The Unrepresentative House of Representatives

As the composition of the new Congress that convenes in January becomes clear as the last of the contested races for seats in the House of Representatives are settled, the complaints by Hispanic/Latinos that they are underrepresented sound quaint — especially with the election of new gay and lesbian, Asian, Muslim and bisexual candidates.  A new set of fresh HispanicLatino faces will go to Capitol Hill, but they are the products of a system that is not working despite the continuing diversification of Congress itself.

The truth is that HispanicLatinos are vastly underrepresented in Congress.  Up until the 1970’s congressional districts were drawn by state legislatures with no equity in mind.  In one district, 50,000 voters would elect a representative compared to 500,000 in another, making the votes of the 50,000 ten times more valuable.   Once the Supreme Court ruled in the 1960’s that each citizen’s vote was equal to another, it was not long before each person, regardless of voting status, was to be represented equally.  Today, congressional districts are roughly equal in population, currently standing at about 715,000 each.  But equal numbers in population do not translate into equality for HispanicLatinos.

 

Well-intentioned court decisions meant to undo unfair representation never drove inequality out of the system.  State legislatures cut corners to protect incumbents.  That system of gerrymandering persists today and will be forever the bane of pure democrats who want a pure republican form of government.  So it is that Republican-dominated state legislatures – abetted by an ideologically rigid Supreme Court that does not fully accept the nature and importance of demographic change – have created sets of districts in the states that underrepresent HispanicLatinos.  In the coming Congress to be sworn in, 28 members of the House will be HispanicLatino when more than twice that number would be more apropos given the size of their share of the national population.

The founders never intended, of course, that the apportionment of power ever be defined by religion, economic status or any other special categorization – except for skin color and, later, political parties.  And therein lies the rub.  The system has had to work hard to rid itself of the initial discriminatory intent of the founders toward black Americans that naturally took in the Spanish-speaking population of the time.  It is no accident, then, that HispanicLatinos continue to be underrepresented in Congress – as they have been since the beginning of the Republic.

HispanicLatinos do not expect that they should be represented in the House by a more accurate 70 out of a possible 435 members.  But they should expect more than 28.  Their expectations would be more realistic were mostly Republican state legislatures not motivated to keep the unfair system in place.  As the courts have retreated from efforts to eliminate discriminatory impulses in the system, it has allowed political parties to use the one-person, one-vote theory to their advantage.  And gerrymandering has been augmented by restrictions on the voting rights of HispanicLatinos and by the purging of many from the voter rolls who are legally registered to vote.

The result has been increasing discrimination against HispanicLatinos in the form of gerrymandering against Democrats.  Of course, the opposite is true.  Where Democrats dominate, they have used gerrymandering to punish Republicans – and HispanicLatinos come up short in some states where Democrats hold power.  In those states, entrenched political interests protect non-HispanicLatino incumbents who hold office.

Some of this is accepted as the day-to-day give and take of politics and the rumble of the human condition.  But it is a convenient thing, indeed, for the current Supreme Court to fall back on the excuse that the growth of minority populations makes unnecessary initiatives that seek to advance their interests, whether to gain admission to colleges and universities with low minority enrollments or to compete in the business world from which so many minorities were systematically excluded – or to be free to vote without intimidation or duress.

The nation’s uneven journey to a more-equitable present still masks severe inequality in fundamentally important ways.  No greater evidence is needed than in the six percent of the members of the House of Representatives who are HispanicLatino.
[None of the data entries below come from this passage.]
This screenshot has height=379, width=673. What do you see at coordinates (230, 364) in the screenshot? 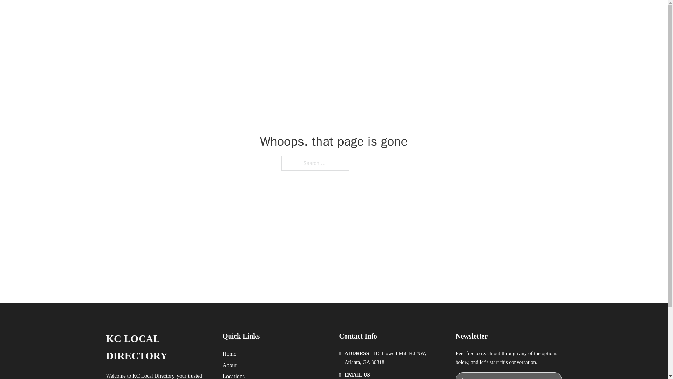
I see `About` at bounding box center [230, 364].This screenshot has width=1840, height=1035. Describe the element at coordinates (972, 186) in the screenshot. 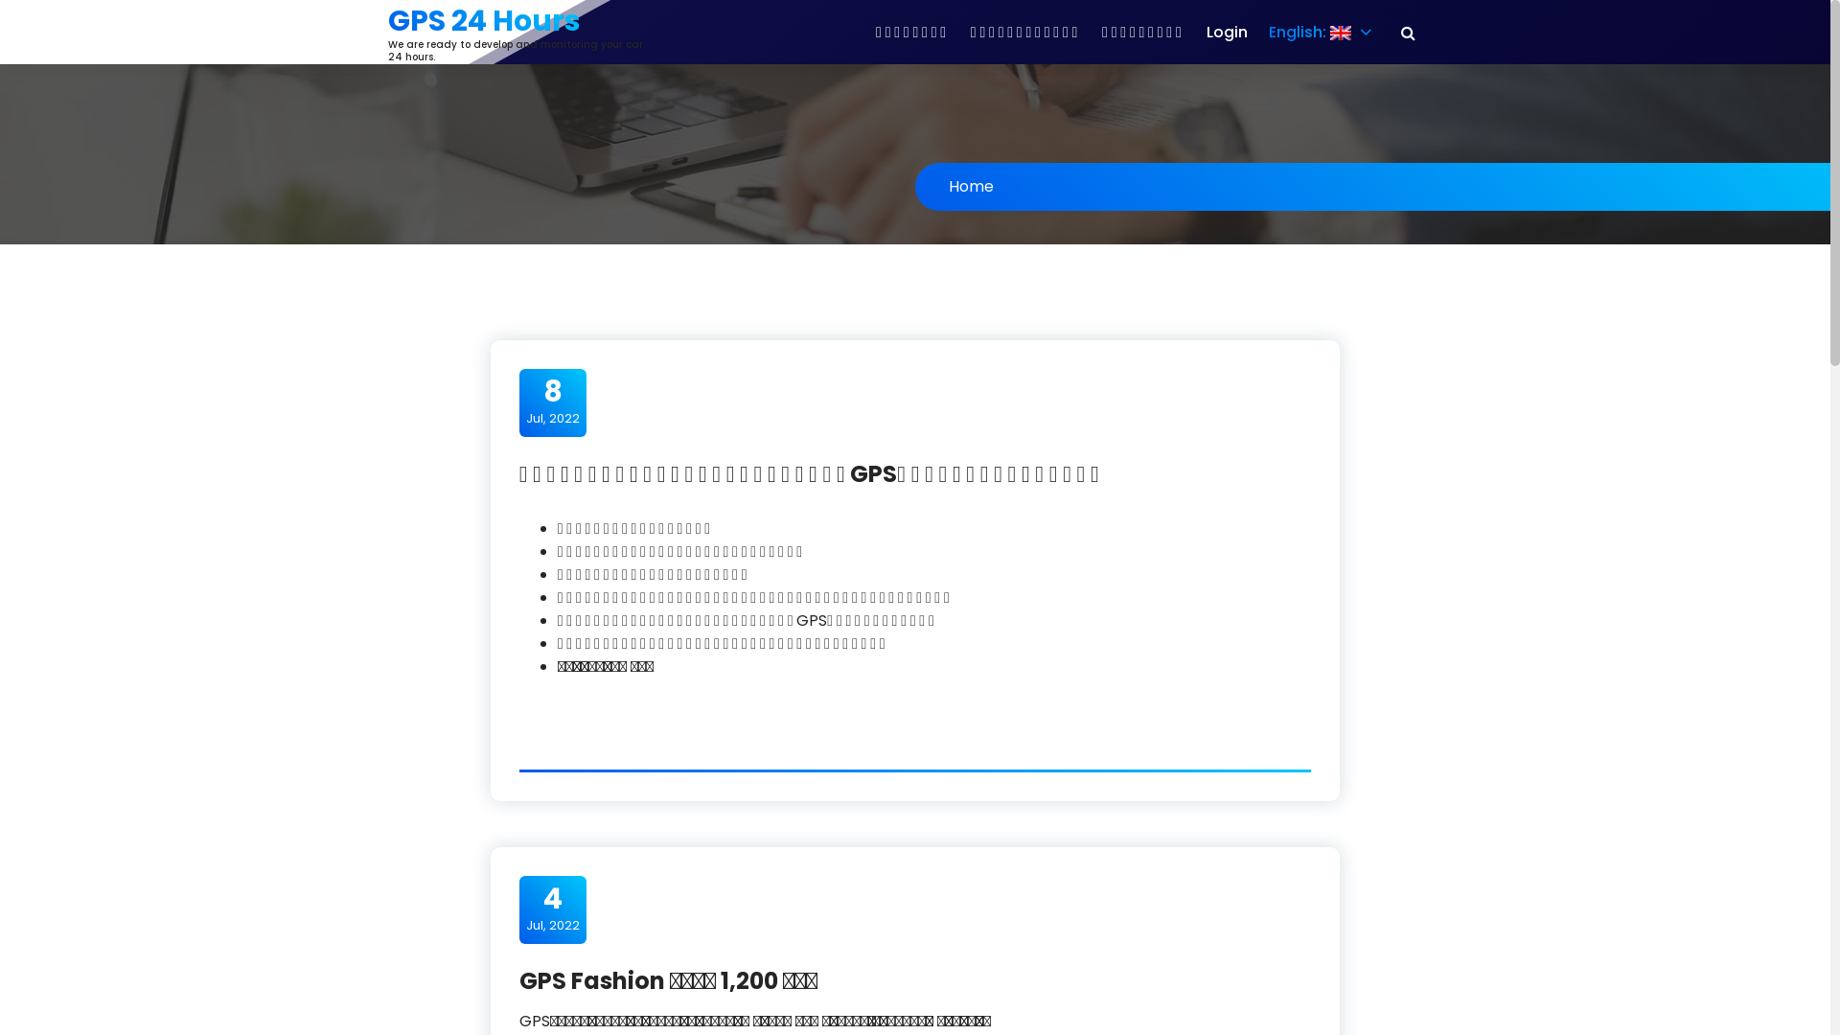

They represent a HispanicLatino population that is17 percent of the nation’s total population.  Economic and demographic inequality cannot be remedied ever if HispanicLatinos remain less than half of what they should be politically.

The promise of the nation is that is moves – in fits and starts at times – to mend itself.  From Civil War came triumph for the African American then disappointment with the restoration of the power of the white population in the South.  Then came the push for equality starting with Franklin Roosevelt, Harry Truman and John Kennedy that Lyndon Johnson ramrodded through Congress – actions ratified by Supreme Courts they appointed.  HispanicLatinos benefitted by the African American struggle for justice, and so it is no accident that they voted for President Obama’s re-election by more than 70 percent along with more than half of the nation.

But the effort of the majority of the population to push the nation in the right direction has many hills to climb.  Righting the HispanicLatino imbalance in Congress must become a serious political goal so that the political heritage that once so brutally treated minorities and that still resonates in some quarters of the Republic are what become quaint.

Jesse Treviño is the former editorial page editor of The Austin American-Statesman.